The turn lane and ramp situation in Mountain View may mean the only remotely fast surface transit route is center-running. There’s no shortage of wide roads to run center-running transit in there and they aren’t going anywhere. At-grade routes won’t be any more expensive in the presence of density and grade-separated ones likely won’t be either (it’s always possible new buildings would block an elevated or cut-and-cover route in a way the previous ones didn’t, but any new density would be infill).
There’s already enough traffic congestion that there’s an obvious, vocal constituency that would oppose any transit project that reduced GP vehicle capacity. Wisely placed infill density just might create a constituency in favor of transit projects in key corridors.
I’ve read several pieces on the issues of development projects in Silicon Valley. I suspect that the opposition is less driven about real concerns about traffic, or any desire to see transit implemented together with new housing projects, as much as it is about keeping the “wrong” people (age, occupation, political inclinations, child status) from moving in and “changing the characters” of the place.
In Mountain View (and many other places), a great many offices/tech companies are surrounded by a sea of parking. It’s a pretty discouraging environment to walk in, once you get more than a few blocks outside the historic downtown core. If those buildings were up along the sidewalk (there are usually sidewalks of some stripe), it would be a little more encouraging for pedestrians. It wouldn’t solve the density issues, but at least it would make a better environment, and set up the possibility for infilling the lot later.
I’m also not sure that Mountain View/Silicon Valley NIMBYism is motivated by racism or elitism, the area already has substantial white, Latino, and Asian (but generally not African-American) populations. It might be more like simple misanthropy, not wanting any more people of any kind!
@Wanderer, if you read local newspapers (such as the Mountain View Voice), you’ll realize that it isn’t about race, but more about a resentment about “overpaid tech workers” of sorts, that guide much of the opposition to new housing.
There is resentment towards the “transient” nature of many of them, and the fact their presence drive shifts on the commercial landscape of the town. There is no particular racial component to that, and it is not even about poor-low skilled moved in, as much as it is a strange dynamic of “I’m an educated professional, but I can’t earn as much as techies, so I don’t want them moving into my town and changing it”.
The highway offramp there at Shoreline is literally four lanes, and in the morning the two right lanes that turn right into Google are at a total stand-still. So, not only does the transit suck in that area, the auto traffic is a massive failure as well. Last week I had to drive over to our data center nearby: I made a 1-mile drive in 25 minutes. Were I not hauling a server in the back I could have walked faster.

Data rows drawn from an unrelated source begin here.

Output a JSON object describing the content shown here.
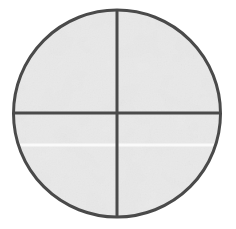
{
  "canvas": {
    "width": 236,
    "height": 229,
    "background_color": "#ffffff",
    "label": "Scanned reticle diagram"
  },
  "figure": {
    "name": "crosshair-circle",
    "circle": {
      "center_x": 117,
      "center_y": 113.5,
      "radius": 103.5,
      "stroke_color": "#4a4a4a",
      "stroke_width": 3,
      "fill_color": "#f0f0f0"
    },
    "vertical_line": {
      "x": 117,
      "y_start": 10,
      "y_end": 217,
      "stroke_color": "#4a4a4a",
      "stroke_width": 3
    },
    "horizontal_line": {
      "y": 113,
      "x_start": 13.5,
      "x_end": 220.5,
      "stroke_color": "#4a4a4a",
      "stroke_width": 3
    },
    "quadrants": [
      {
        "name": "top-left"
      },
      {
        "name": "top-right"
      },
      {
        "name": "bottom-left"
      },
      {
        "name": "bottom-right"
      }
    ],
    "artifacts": {
      "scan_seam_y": 145,
      "scan_seam_color": "#fdfdfd",
      "paper_texture_color": "#e8e8e8",
      "showthrough_color": "#e6e6e6"
    }
  }
}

A Transit Boulevard up Shoreline would be extremely sensible, especially if it connected well with the Caltrain, light rail, and the BRT that is planned for El Camino Real.
The frustrating thing with Mountain View is that hundreds of millions of dollars were spent providing good transit access to downtown (three highways, LRT, regional rail, bus transportation hub, and a future BRT), but they refuse to build any density there because it might ruin the atmosphere. Instead, they are arguing about building density in some other location with far less transit access but with fewer NIMBY complaints from existing residents. The same holds for Palo Alto.